I'm using a LinkedList
for the return as it provides us a way of adding and iterating through a list for our unknown sized intersection.
Upvotes: 2
Reputation: 22171
public static void main(String[] args) {
char[] a = {'a', 'b', 'c', 'd'};
char[] b = {'c', 'd', 'e', 'f'};
System.out.println(intersect(a, b));
}
private static Set<Character> intersect(char[] a, char[] b) {
Set<Character> aSet = new HashSet<Character>();
Set<Character> intersection = new HashSet<Character>();
for (char c : a) {
aSet.add(c);
}
for (char c : b) {
if (aSet.contains(c)) {
intersection.add(c);
}
}
return intersection;
}
Upvotes: 5
Reputation: 2519
Since this looks to me like a string algorithm, I'll assume for a moment that its not possible to sort this sequence (hence string) then you can use Longest Common Sequence algorithm (LCS)

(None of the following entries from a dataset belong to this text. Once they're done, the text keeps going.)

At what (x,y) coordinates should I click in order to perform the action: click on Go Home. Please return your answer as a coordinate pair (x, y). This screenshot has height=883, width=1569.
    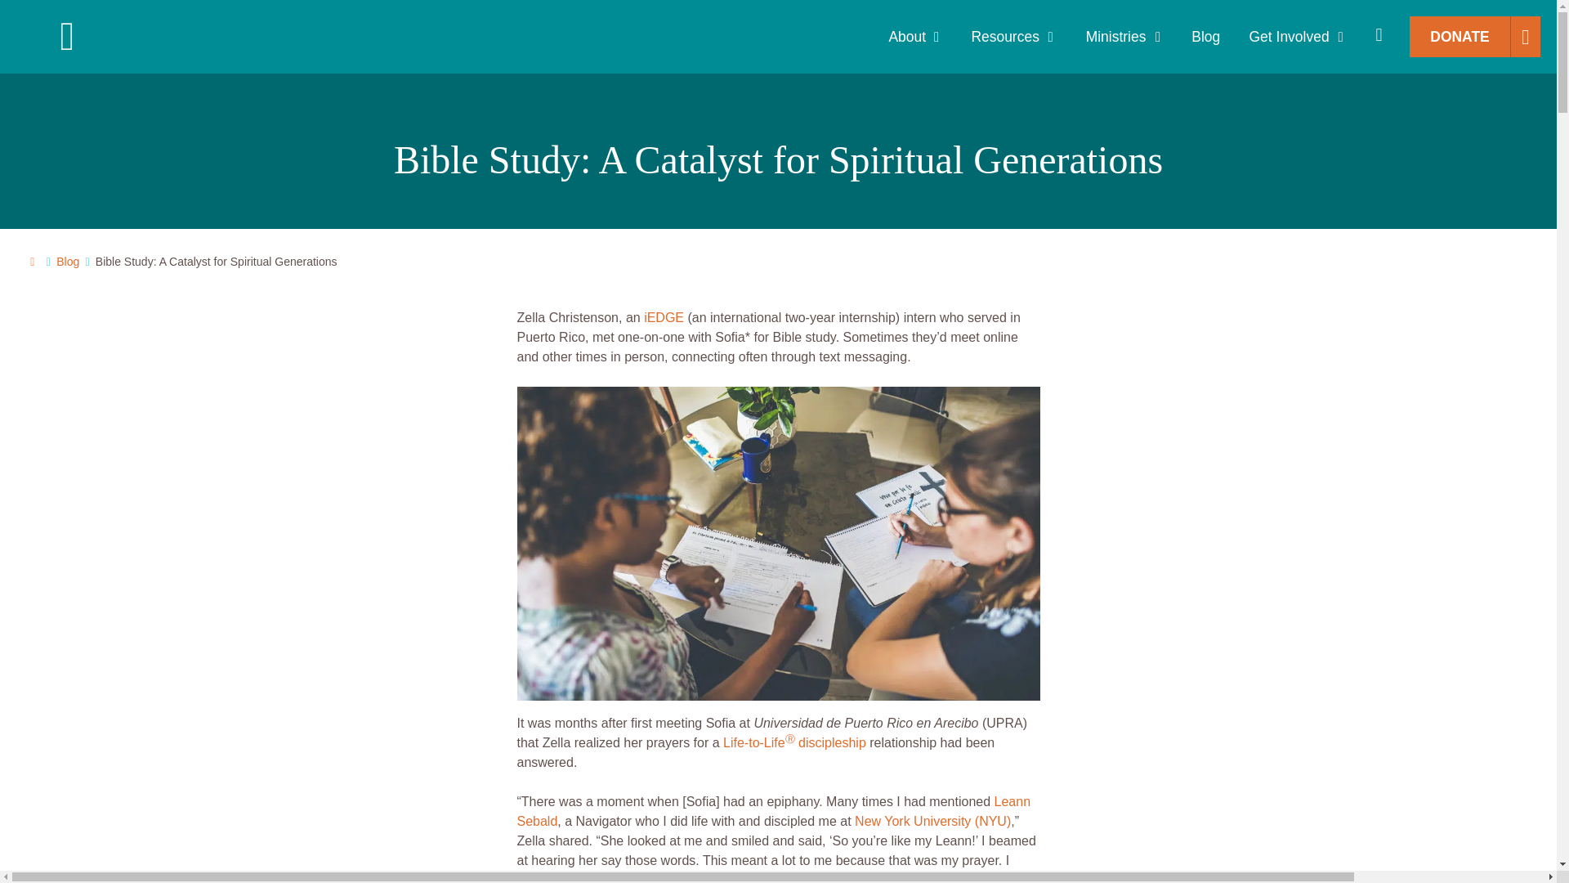
    Looking at the image, I should click on (33, 262).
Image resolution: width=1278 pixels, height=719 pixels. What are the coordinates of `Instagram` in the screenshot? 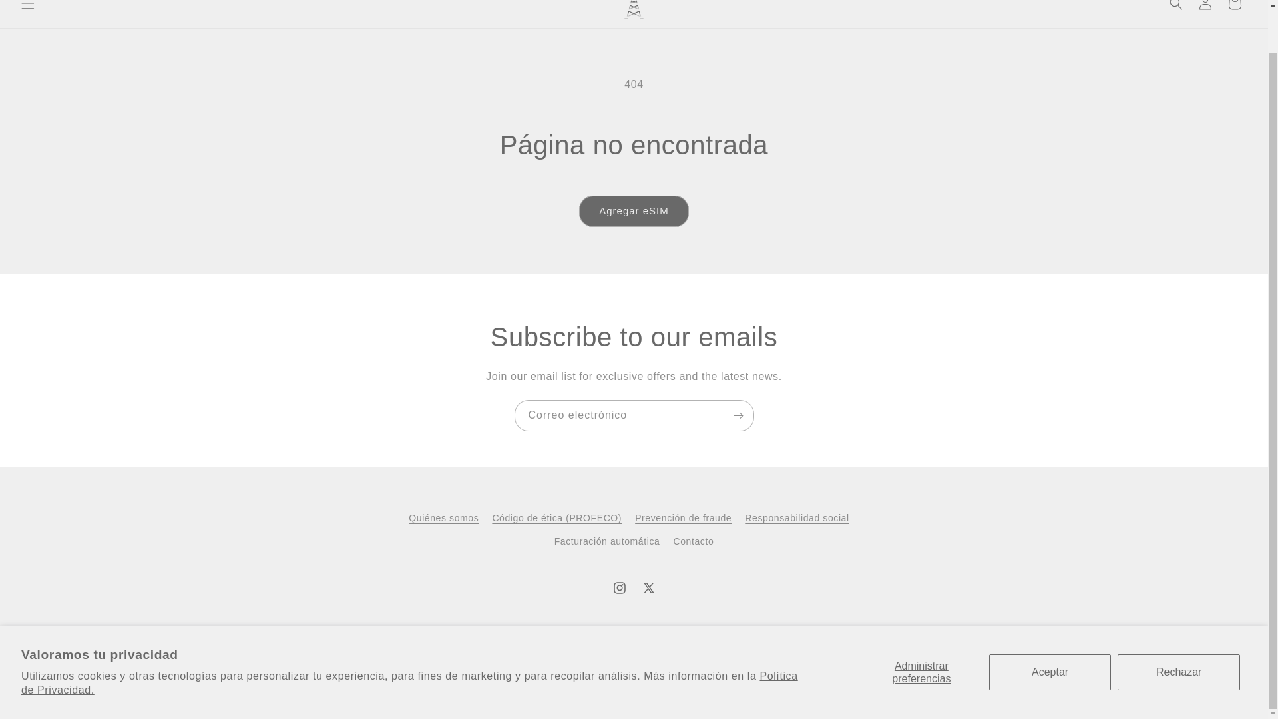 It's located at (619, 587).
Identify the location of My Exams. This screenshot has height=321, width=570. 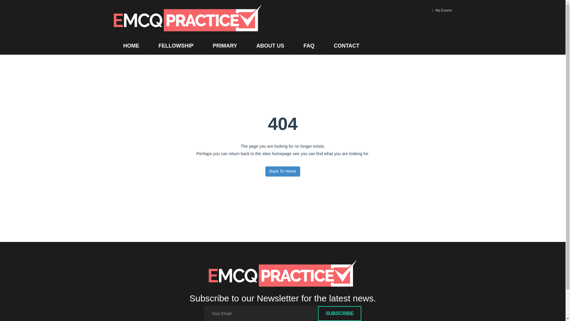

Assuming the input size is constant, then the problem has a complexity of O(nxm), (length of the two inputs)
Upvotes: 11
Reputation: 19033
You can use tree, but time will be O(n(log n)) and elements must be comparable
Upvotes: 1
Reputation: 48654
The best way is not to start with arrays at all. Arrays are optimal for random access to elements, but not optimal for searching (which is what finding the intersection is all about). As you are talking about intersection, you must be regarding the arrays as sets. So use a more appropriate data structure (in Java, a Set
). Then the task is much more efficient.
Upvotes: 1
Reputation: 121387
Asymptotically, this takes the complexity of sorting. i.e. O(NlogN) where N is the length of longer input array.